Right after the University of Kansas hired Roger Barker as the chair of the psychology department in 1947, he picked up his family and moved to Oskaloosa, Kansas. In this small town about 30 minutes north of Lawrence, he created a living laboratory and changed the way scientists study environmental psychology and human behavior.
Ariel Sabar is the author of the biography “The Outsider: The life and Times of Roger Barker.” And as he describes on KCUR’s Central Standard, Barker wanted to revolutionize psychology.
“Up until the 1940s, the primary way in which psychologists went about trying to understand how humans behaved was to basically set them down in a lab and give them intelligence tests,” Sabar said. “There were sort of rigged up experiments that didn’t really tell you a whole lot about how humans behaved in the real world which is where most of us live. Most of us don’t live in a laboratory.”
Barker sought to change the traditional laboratory stetting by observing human behavior in natural environments. So instead of bringing the subjects to the laboratory, he brought the laboratory to the subjects.
He set up the Midwest Psychological Field Station in an old bank building on the town square where he gathered and filed hundreds of thousands of data about the residents’ lives.
“Roger Barker, this outsider professor from the University of Kansas coming to a small town where everybody knows everybody else. He's going to have to explain what he's doing there and why he's interested in watching everything they do- including watching everything their children are doing,” Sabar said.
Barker’s granular observations made his research pioneering. A popular study is an intimate, minute-by-minute detailed description of a 7-year-old boy’s day on which Barker and his graduate students wrote a nearly 400-page book about the observations.
“[Barker wanted] to understand what it is about small towns that cultivate a certain kind of character and behavior in children that turn them into the kind of civic-minded adults that are the bedrock of American character and our democracy,” Sabar said. “The idea is that in small towns, there are tons of jobs and roles that people can play, but not a whole lot of people. And so what small towns do is they ask more of their citizens.”
Barker won awards and grant money for his theories that explored the positive relationship between a small town environment and human behavior, but Sabar said his research has been largely forgotten.
“He becomes, in a way, I think sadly and tragically, captive of his own nostalgia for small towns and captive of Oskaloosa itself,” Sabar said. “There's something wonderful about embedding yourself in a town for 25 years. But the consequences, I think, is that you can kind of lose sight of the way in which your research connects to larger things that might be of interest to researchers beyond the small group of graduate students you have.”
Danielle Hogerty is an intern for KCUR’s Central Standard.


* **Task goal**: Your output should be the line with "On a width=1024, height=684" plus all following lines to the end of the records, exactly as written and nothing more.

* **Extracted material**:
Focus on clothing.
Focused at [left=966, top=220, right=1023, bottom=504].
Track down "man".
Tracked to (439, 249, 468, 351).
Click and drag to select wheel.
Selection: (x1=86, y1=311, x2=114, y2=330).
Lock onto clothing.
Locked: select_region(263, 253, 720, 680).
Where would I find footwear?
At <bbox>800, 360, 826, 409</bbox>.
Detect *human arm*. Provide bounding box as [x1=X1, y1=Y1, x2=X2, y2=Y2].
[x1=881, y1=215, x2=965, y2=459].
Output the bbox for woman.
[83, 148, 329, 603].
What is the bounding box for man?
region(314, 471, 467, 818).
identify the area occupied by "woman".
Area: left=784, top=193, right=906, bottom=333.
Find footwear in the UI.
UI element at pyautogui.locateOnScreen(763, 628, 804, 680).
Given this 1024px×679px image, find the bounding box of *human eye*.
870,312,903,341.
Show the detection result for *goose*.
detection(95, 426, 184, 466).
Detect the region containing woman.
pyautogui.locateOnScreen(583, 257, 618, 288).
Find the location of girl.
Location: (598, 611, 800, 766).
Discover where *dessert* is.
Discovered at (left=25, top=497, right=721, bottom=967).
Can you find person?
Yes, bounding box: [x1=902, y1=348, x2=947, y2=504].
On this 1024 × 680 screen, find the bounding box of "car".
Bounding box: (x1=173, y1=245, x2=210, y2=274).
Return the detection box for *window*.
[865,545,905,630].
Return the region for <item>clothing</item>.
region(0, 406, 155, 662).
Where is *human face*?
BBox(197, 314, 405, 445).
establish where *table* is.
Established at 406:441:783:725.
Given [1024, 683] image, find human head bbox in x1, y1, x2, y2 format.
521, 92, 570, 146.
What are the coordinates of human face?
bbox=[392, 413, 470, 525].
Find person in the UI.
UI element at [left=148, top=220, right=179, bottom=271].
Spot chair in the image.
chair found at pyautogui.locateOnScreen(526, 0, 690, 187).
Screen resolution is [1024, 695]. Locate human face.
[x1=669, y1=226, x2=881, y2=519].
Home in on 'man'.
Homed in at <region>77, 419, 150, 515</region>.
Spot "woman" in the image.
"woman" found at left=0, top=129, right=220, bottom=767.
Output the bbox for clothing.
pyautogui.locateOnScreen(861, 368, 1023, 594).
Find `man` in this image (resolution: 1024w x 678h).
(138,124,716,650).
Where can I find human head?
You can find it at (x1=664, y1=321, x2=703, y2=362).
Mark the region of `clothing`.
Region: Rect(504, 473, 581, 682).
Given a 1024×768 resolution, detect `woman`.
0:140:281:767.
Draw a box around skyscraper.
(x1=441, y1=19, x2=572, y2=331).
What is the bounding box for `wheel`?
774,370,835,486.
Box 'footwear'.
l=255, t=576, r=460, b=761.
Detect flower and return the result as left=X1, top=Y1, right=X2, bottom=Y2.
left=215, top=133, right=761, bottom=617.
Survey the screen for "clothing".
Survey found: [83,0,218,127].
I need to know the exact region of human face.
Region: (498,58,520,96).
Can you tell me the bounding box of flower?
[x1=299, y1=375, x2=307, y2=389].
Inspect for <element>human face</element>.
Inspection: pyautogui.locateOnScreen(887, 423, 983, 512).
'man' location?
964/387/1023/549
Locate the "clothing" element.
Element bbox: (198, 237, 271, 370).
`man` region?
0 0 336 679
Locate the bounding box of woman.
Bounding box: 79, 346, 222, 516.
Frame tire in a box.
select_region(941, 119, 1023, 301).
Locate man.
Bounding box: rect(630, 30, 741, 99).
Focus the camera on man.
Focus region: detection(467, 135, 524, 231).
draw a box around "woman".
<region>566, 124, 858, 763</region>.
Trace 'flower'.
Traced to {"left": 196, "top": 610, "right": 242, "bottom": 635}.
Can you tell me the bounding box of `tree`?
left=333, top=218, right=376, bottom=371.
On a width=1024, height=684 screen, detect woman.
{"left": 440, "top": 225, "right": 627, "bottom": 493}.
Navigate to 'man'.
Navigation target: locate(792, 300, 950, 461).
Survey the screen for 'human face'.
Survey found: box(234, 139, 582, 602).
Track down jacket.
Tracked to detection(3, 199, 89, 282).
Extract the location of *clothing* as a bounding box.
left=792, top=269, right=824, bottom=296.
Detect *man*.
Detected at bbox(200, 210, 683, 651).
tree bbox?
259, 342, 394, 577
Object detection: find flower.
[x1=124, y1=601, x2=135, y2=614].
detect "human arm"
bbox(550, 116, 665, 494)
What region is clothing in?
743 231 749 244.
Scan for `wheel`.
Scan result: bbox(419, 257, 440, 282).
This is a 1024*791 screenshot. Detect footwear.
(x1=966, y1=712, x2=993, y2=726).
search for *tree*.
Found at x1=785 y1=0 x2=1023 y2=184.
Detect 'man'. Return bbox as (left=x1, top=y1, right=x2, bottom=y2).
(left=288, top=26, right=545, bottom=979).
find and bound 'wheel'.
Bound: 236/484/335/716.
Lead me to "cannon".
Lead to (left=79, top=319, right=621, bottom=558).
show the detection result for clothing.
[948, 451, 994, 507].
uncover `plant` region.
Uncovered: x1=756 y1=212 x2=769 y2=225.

* **Answer to this exercise**:
On a width=1024, height=684 screen, detect woman.
{"left": 440, "top": 225, "right": 627, "bottom": 493}.
Navigate to 'man'.
Navigation target: locate(792, 300, 950, 461).
Survey the screen for 'human face'.
Survey found: box(234, 139, 582, 602).
Track down jacket.
Tracked to detection(3, 199, 89, 282).
Extract the location of *clothing* as a bounding box.
left=792, top=269, right=824, bottom=296.
Detect *man*.
Detected at bbox(200, 210, 683, 651).
tree bbox?
259, 342, 394, 577
Object detection: find flower.
[x1=124, y1=601, x2=135, y2=614].
detect "human arm"
bbox(550, 116, 665, 494)
What region is clothing in?
743 231 749 244.
Scan for `wheel`.
Scan result: bbox(419, 257, 440, 282).
This is a 1024*791 screenshot. Detect footwear.
(x1=966, y1=712, x2=993, y2=726).
search for *tree*.
Found at x1=785 y1=0 x2=1023 y2=184.
Detect 'man'. Return bbox as (left=x1, top=y1, right=x2, bottom=y2).
(left=288, top=26, right=545, bottom=979).
find and bound 'wheel'.
Bound: 236/484/335/716.
Lead me to "cannon".
Lead to (left=79, top=319, right=621, bottom=558).
show the detection result for clothing.
[948, 451, 994, 507].
uncover `plant` region.
Uncovered: x1=756 y1=212 x2=769 y2=225.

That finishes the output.